Humans, unlike other animals, are conscious of their mortality. A taunting realization that elicits debilitating levels of anxiety and fear, and an eventual suppression and denial of their demise. Ernest Becker argued that humans repress their own decay by striving for the heroic, or in more concrete terms: to take part in activities which lead one to believe they are a part of something worthy, something that will outlive their death and endow them with a form of immortality.
Our ability to think conceptually poses a terrible burden on mankind. Like all creatures, human-beings are destined to die, however, we are also the only creatures who can contemplate the inevitable nothingness which awaits us. In order to live in this world with relative composure, we alleviate our fear by striving to avoid the fatality of death. The fear of our impending doom haunts us like nothing else. It is the incentive to most of our daily activity. Activity created mostly to avoid thought, and in a sense overcome our mortality by denying it. Most people deny their death by striving for whatever it is our society finds most desirable at that time. Today that would be money, fame and status. In the process society has created a convenient “codified hero system (...), a living myth of the significance of human life, a defiant creation of meaning” which benefits society more than the individual.
How, then, do we become heroes that transcend our own lifetime? Our psychology is programmed in such a way that living life without purpose makes us ships without a rudder, pushed and pulled by external forces. The development and maintenance of a viable sense of self-esteem (the believe that one has a significant role in the cosmic drama in which we live), is the most important, and most vital necessity for a self-conscious creature such as ourself. In order to give life meaning we do one of three things: live in the service of another, live in the service of an institution or ideology, or create a value system of our own choosing, and live in the service of that.
The latter is a modern phenomenon, and one that we as humans in a Western society view as our birth-right. To live according to our own set of values requires that we reflect on what makes a valuable life. The answers we settle on will become the building blocks onto which we create our entire existence. Yet, as error-prone, imperfect creatures, we are guided by invisible forces within ourselves, bred in the womb, incubated in the arms of our parents, that are often misguided. Or, in less abstract terms, our values can be corrupted by false believes and bad timing. What we hold highly at one point in our life, may no longer serve us at another stage. The alcoholic, for example, might value another drink; the suicidal another cut; the drug addict another high. While creating a value-system whereby to live our lives, one has to remain self-critical. As Socrates said, “ignorance is in many cases a greater cause of suffering than evil intentions.”
The terror of our demise haunts our aspirations, and force us into autopilot. Driving us towards an unreflective existence of self-affirmation, and in the process become actors written in plays written by others. To grant us the strength to make daily choices in favor of heroism we have to accept, rather than deny, our inevitable death.
Overall, to live a heroic life in accordance to a set of self-chosen values is equivocal to swimming against the tide. For as long as we can remember we, as self-conscious animals, have lived in a world of widespread corrupted of ideals. In turn, this has led most to gravitate toward distraction and empty pleasures. Yet, if you want to be one of the few who rejects the sickness of modern day conformity, it seems like you’ll have to sit stead-vastly within your values, and welcome heroism in like a bull towards the muleta.
Let’s conclude with a quote from Nietzsche’s Thus Spoke Zarathustra: “Alas, I have known noble men who lost their highest hope,And henceforth they slandered all high hopes. Henceforth they lived imprudently in brief pleasures, and they had hardly an aim beyond the day… Once they thought of becoming heroes: now they are sensualists. The hero is to them an affliction and a terror. But, by my love and hope I entreat you: do not reject the hero in your soul! Keep holy your highest hope!”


■ PROBLEM REQUIREMENTS
From the line containing "What elements are" to the last line of the records below, repeat every line exactly and add nothing else.

(Dataset records)

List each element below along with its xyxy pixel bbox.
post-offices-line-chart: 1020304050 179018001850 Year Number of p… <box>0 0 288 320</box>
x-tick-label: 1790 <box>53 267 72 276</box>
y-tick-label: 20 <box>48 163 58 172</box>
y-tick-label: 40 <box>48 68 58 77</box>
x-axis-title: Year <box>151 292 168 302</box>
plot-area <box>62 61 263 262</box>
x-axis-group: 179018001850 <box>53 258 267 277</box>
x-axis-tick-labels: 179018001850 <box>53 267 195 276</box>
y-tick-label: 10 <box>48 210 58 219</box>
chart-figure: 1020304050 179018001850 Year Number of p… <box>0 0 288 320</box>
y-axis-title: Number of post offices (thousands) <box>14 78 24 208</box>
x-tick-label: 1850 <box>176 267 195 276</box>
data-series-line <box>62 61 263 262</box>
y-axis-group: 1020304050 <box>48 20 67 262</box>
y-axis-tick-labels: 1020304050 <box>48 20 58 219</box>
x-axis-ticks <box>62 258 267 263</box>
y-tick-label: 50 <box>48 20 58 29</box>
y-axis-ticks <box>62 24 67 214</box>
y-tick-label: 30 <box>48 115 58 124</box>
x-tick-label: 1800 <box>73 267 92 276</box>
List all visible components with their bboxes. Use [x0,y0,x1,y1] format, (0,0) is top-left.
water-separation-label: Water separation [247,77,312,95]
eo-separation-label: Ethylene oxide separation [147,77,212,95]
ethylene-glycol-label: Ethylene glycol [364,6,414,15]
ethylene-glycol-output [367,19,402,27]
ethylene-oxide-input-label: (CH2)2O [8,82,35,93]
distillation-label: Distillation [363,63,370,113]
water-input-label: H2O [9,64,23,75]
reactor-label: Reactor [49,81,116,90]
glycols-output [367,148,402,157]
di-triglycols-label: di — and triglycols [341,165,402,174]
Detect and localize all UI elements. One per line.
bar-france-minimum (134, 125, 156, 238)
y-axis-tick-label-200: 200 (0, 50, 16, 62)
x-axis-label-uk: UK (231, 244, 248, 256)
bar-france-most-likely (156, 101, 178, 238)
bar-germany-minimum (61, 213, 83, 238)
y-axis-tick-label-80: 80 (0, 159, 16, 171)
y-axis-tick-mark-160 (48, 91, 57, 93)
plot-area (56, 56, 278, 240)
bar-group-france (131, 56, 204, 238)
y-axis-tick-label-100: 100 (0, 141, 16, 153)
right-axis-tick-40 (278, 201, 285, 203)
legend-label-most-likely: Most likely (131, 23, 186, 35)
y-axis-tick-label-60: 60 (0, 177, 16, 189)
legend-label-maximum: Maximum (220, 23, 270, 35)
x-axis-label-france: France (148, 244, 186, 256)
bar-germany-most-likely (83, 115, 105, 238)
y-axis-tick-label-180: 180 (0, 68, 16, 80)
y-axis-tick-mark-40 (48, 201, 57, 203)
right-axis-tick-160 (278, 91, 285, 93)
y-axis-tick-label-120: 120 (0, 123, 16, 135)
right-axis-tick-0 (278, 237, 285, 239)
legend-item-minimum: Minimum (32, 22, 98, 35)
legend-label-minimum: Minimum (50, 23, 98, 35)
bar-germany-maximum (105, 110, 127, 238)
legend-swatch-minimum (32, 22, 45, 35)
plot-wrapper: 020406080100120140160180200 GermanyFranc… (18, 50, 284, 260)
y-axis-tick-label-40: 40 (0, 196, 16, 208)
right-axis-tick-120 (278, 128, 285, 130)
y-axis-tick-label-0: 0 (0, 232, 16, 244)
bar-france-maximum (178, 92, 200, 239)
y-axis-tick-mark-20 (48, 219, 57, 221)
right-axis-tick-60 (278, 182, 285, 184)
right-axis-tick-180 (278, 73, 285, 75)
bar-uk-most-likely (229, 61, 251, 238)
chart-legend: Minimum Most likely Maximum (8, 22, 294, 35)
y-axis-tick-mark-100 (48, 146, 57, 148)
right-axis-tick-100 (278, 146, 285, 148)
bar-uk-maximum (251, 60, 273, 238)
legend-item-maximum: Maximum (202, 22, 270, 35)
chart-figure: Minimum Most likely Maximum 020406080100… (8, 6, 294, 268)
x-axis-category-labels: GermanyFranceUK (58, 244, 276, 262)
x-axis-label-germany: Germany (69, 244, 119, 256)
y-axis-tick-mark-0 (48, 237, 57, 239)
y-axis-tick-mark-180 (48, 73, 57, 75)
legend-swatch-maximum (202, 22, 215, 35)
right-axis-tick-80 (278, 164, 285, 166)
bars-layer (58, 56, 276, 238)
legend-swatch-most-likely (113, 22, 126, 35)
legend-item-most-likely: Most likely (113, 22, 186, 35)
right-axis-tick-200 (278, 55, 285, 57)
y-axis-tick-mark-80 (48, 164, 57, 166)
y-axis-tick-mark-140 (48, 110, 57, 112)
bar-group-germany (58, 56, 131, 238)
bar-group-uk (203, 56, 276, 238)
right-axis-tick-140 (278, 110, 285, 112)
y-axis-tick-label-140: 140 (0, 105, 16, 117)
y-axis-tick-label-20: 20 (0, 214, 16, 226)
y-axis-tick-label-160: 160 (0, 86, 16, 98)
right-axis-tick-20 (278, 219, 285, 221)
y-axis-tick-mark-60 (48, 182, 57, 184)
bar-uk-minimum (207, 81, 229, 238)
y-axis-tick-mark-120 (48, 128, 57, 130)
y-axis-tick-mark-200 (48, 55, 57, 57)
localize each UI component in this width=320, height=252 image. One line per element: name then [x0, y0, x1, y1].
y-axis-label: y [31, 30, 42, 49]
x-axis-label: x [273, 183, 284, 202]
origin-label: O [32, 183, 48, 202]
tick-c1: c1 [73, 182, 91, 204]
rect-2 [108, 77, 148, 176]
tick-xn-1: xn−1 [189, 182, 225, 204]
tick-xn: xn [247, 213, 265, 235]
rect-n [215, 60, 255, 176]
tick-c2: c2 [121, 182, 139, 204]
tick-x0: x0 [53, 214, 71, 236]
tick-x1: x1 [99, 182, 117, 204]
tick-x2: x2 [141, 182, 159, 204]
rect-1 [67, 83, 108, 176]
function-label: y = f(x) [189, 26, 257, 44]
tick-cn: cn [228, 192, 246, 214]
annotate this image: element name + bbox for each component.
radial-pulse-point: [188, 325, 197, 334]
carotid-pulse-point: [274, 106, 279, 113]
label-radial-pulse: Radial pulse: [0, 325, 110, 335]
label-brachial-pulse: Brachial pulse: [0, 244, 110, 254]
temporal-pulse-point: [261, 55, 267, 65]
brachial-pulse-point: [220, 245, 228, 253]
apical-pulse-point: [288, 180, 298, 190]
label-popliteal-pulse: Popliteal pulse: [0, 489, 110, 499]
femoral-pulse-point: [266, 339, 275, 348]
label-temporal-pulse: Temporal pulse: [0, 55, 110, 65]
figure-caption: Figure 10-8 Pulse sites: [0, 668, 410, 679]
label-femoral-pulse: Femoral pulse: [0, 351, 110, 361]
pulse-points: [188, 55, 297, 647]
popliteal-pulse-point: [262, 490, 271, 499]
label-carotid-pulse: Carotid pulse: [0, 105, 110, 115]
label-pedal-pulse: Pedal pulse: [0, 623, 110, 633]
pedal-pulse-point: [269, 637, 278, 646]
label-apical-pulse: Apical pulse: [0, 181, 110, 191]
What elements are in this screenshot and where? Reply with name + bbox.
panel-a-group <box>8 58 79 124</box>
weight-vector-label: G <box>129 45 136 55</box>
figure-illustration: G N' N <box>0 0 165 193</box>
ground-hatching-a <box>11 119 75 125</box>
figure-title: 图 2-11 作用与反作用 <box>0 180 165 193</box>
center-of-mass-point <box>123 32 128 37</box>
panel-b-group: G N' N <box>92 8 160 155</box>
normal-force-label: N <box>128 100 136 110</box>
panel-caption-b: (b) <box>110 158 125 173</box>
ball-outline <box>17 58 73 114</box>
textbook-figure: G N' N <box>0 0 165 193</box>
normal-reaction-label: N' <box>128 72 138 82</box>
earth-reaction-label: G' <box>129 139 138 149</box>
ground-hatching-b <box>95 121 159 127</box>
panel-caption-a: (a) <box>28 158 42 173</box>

■ ANSWER SECTION
What elements are in this screenshot and where? Reply with name + bbox.
panel-a-group <box>8 58 79 124</box>
weight-vector-label: G <box>129 45 136 55</box>
figure-illustration: G N' N <box>0 0 165 193</box>
ground-hatching-a <box>11 119 75 125</box>
figure-title: 图 2-11 作用与反作用 <box>0 180 165 193</box>
center-of-mass-point <box>123 32 128 37</box>
panel-b-group: G N' N <box>92 8 160 155</box>
normal-force-label: N <box>128 100 136 110</box>
panel-caption-b: (b) <box>110 158 125 173</box>
ball-outline <box>17 58 73 114</box>
textbook-figure: G N' N <box>0 0 165 193</box>
normal-reaction-label: N' <box>128 72 138 82</box>
earth-reaction-label: G' <box>129 139 138 149</box>
ground-hatching-b <box>95 121 159 127</box>
panel-caption-a: (a) <box>28 158 42 173</box>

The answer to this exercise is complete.